European Gas Halts Slide After Crossing Key Recovery Threshold

European natural gas prices edged higher on the prospect of a late-winter cold snap, after last week crossing a key threshold in the region’s recovery from its energy crisis.

(Bloomberg) — European natural gas prices edged higher on the prospect of a late-winter cold snap, after last week crossing a key threshold in the region’s recovery from its energy crisis. 

Futures are trading around €50 after slumping below that level on Friday for the first time in almost 18 months. 

The region is well-supplied, with flows from Norway rebounding after recent outages and higher volumes from Russia delivered by pipelines crossing Ukraine.
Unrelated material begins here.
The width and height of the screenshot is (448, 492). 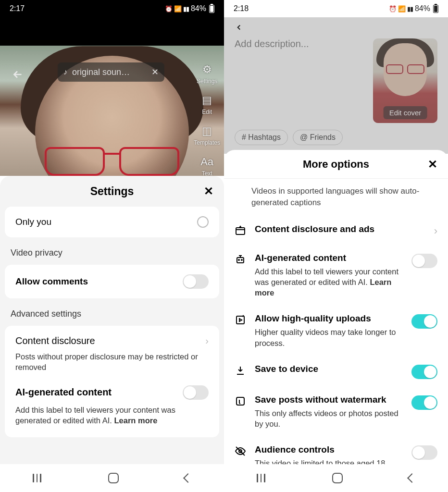 What do you see at coordinates (240, 370) in the screenshot?
I see `download-icon` at bounding box center [240, 370].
Still, traders are wary that heating demand may increase in early March.

“The forecast is colder from prior, with more widespread below normal anomalies now featured in the West,” Maxar Technologies Inc. sad in a report Monday. For now, parts of Europe are seeing unseasonably warm temperatures, though cooler weather is expected to return to cities including London and Madrid later in the week.
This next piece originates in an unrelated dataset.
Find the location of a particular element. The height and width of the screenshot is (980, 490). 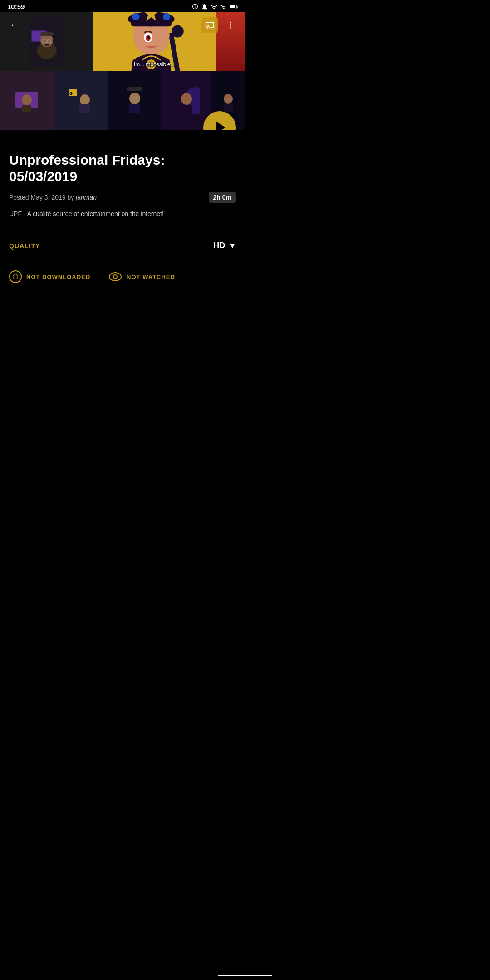

download-icon is located at coordinates (15, 277).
Dutch front-month futures, Europe’s benchmark, traded 3% higher at €50.50 a megawatt-hour by 9:30 a.m. in Amsterdam. The contract has dropped about 35% since the start of the year.

Traders are also closely watching for any signs of higher gas consumption in power generation — especially when wind speeds weaken from current levels. 
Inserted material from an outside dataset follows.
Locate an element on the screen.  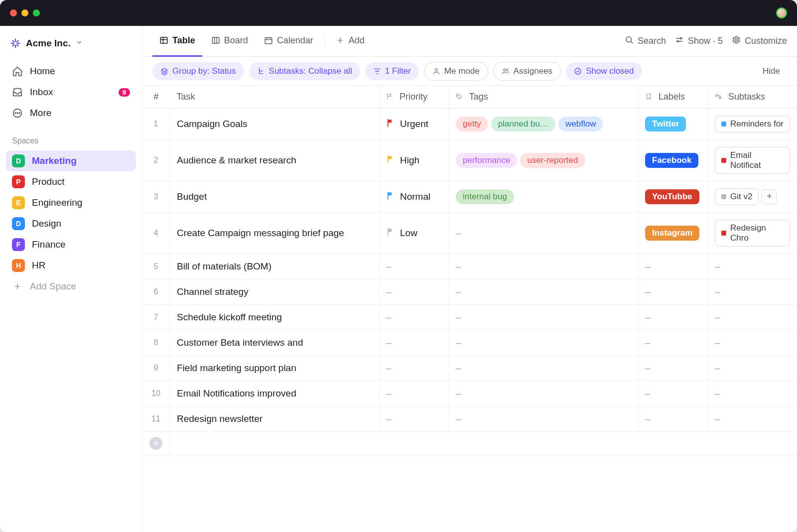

“Gas prices are now at a level that the most efficient power plants can compete with the least efficient coal plants in the near term and we are extremely close to less-efficient gas plants becoming viable, too,” said Christopher Rene, European gas analyst at ICIS. 

“However, improving nuclear availability and strong renewable generation should limit the opportunity for both coal and gas plants to run,” he added.